Jane has never been good at reading people. She knows more about the Grand Unification Epoch than the difference between shock and awe; X and Y bosons tell her everything that different kinds of smiles can't. It made for an awkward adolescence, never knowing just who amongst her peers was genuine, who she could actually call a friend. Science had been the kind of buffer she'd needed back then, but looking back on it, it did her a major disservice, because she has no idea how to quantify the way Thor is looking at her now.
"You—" He breathes, his right hand dislodging from hers to cup her cheek. "You wish to know…?"
She coughs and shrugs, flustered. Fucking up pillow talk—par for the course, really. Sometimes she can't believe how much she lives up to the awkward scientist stereotype. It'd be funny if it weren't so damn sad. "I just… You don't have to.
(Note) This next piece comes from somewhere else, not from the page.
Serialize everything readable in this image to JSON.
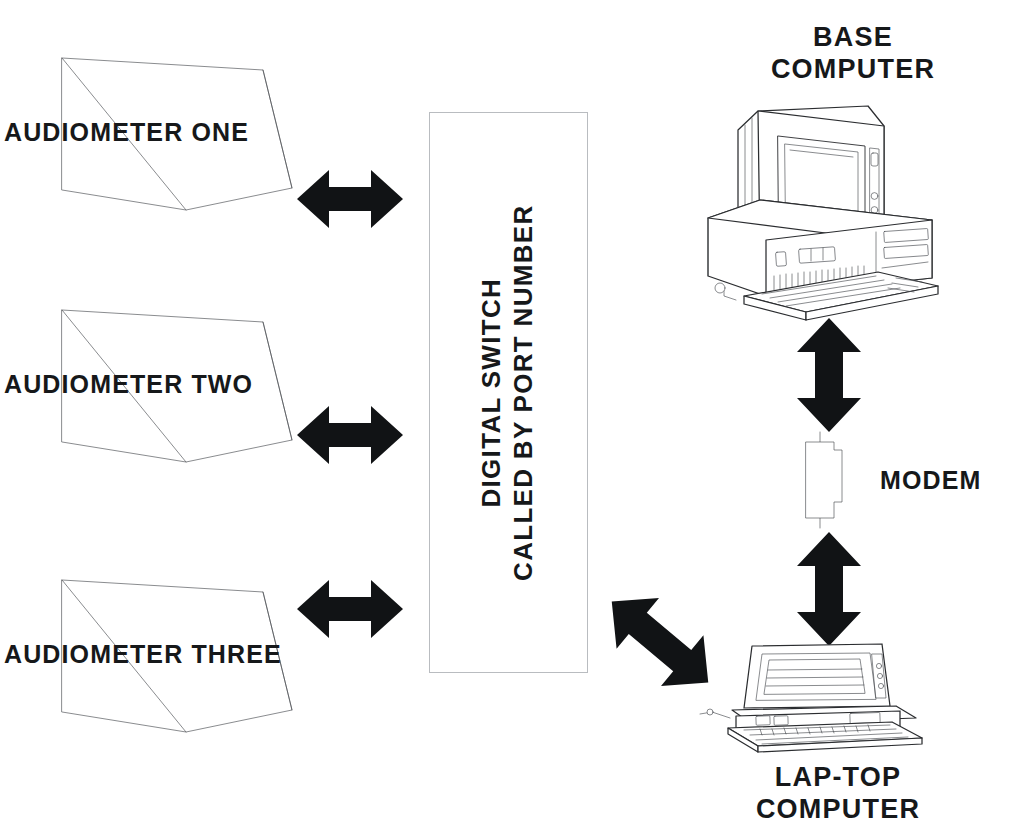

I mean, you don't have to tell me anything if you don't—Why don't we just, uh, go to bed?"
Thor says nothing, just stares up at her with impossibly blue eyes, the reflection of a dozen plastic constellations reflected there, seemingly content to just… touch her.
She is going to jitter out of her skin if he doesn't say something. "Thor—"
"I've had many bedmates," he says, and she knows she should say something about how much she doesn't want to hear about all the women he's had, because she really doesn't, but something in his face stops her. The words die before she can even formulate a snappy reply. "All who wished to bed Thor Odinson, sky keeper, and… none who wished to know the man beneath the armor and accolades. Jane. Jane Foster. The day I met you, I knew you would see me."
Her hands find his face, sliding over his jaw, his cheeks, and she brings their foreheads together again. "The day I met you, I hit you with my car. Twice."
Air puffs against her lips as he laughs. "You did. I thought it perhaps a Midgardian greeting."
"No, more like I need to actually look behind me when I back out of a space," she says, smiling, helpless in the face of his… she's not actually sure, but it could be relief. "Hey. Hey, you don't have to tell me anything."
He gently coaxes her back so he can look at her. "I want to tell you. I want to tell you everything."
There isn't an equation in any realm in any universe that can calculate how much she loves him. There isn't a children's song to be sung about what she will do to keep him for as long as he wants her. There is only this moment, his hands on her, her plastic stars above them, and the universe yawns beyond it all with stars that twinkle and planets that sort of don't.
She leans down and kisses him softly. "Favorite color?"
Thor smiles. "Red."
.
So, although you've been here for, like, one afternoon,
Would you live with me forever on the moon?